Updated on September 18, 2022

Comments

  • Zapto
    Zapto over 1 year

    I need to migrate my shares from an old Server (server2003 DomainA.co.uk) to a new server (2008R2 DomainB.Local) these are on different domains. My major problem is I need to keep share permissions on each of these shares. (There are hundreds)

    All the old shares have got Useraccount\DomainB.Local users with permissions on them. But are physically stored on a server in DomainA.co.uk. The server in DomainB has got a DFS share and this is where I will be storing the data. I just need help migrating the shares and setting the permissions.

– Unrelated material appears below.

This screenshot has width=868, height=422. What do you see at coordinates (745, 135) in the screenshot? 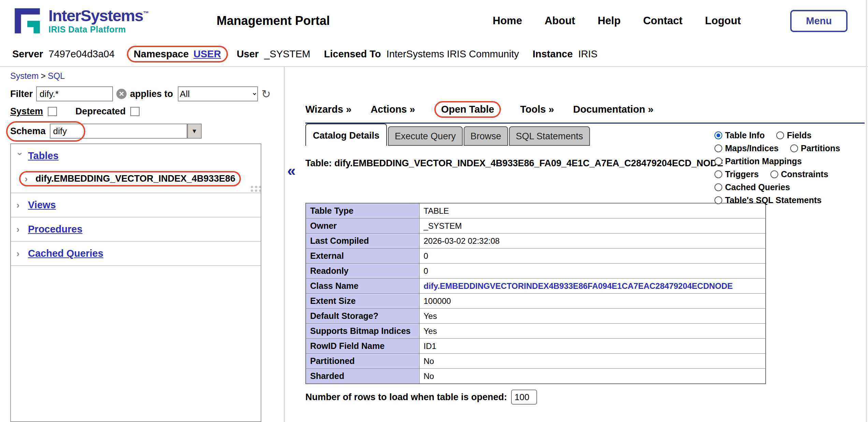
I see `radio-label: Table Info` at bounding box center [745, 135].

    Doing it manually isn’t an option. PowerShell maybe?

    • Spence
      Spence about 12 years
      Are you really talking about "share permissions" or are you talking about NTFS ACLs?
    • Zapto
      Zapto about 12 years
      both NTFS ACL's and Share permissions.
    • Rob Moir
      Rob Moir about 12 years
      Do these domains trust one another? Are you trying to move the data to "DomainB" while still allowing users from "DomainA" to have access? "DomainA\Robert" and "DomainB\Robert" are two totally different user entities, so copying over ACLs for "Robert" on "DomainA" will not allow the user "Robert" on "DomainB" to access that data.
    • Zapto
      Zapto about 12 years
      The domains trust each other. No domainA users do not need to access domainB.
  • joeqwerty
    joeqwerty about 12 years
    Mark: Does this hold true for the NTFS permissions? These are two distinctly separate AD domains, if I read the question correctly.
  • MDMarra
    MDMarra about 12 years
    Ah, I misread that portion, it was a bit confusing. If there is a trust between the two, which it sounds like, this should still work, but I don't have a test environment to replicate this in.
  • Spence
    Spence about 12 years
    It will copy NTFS ACLs even across trust relationships.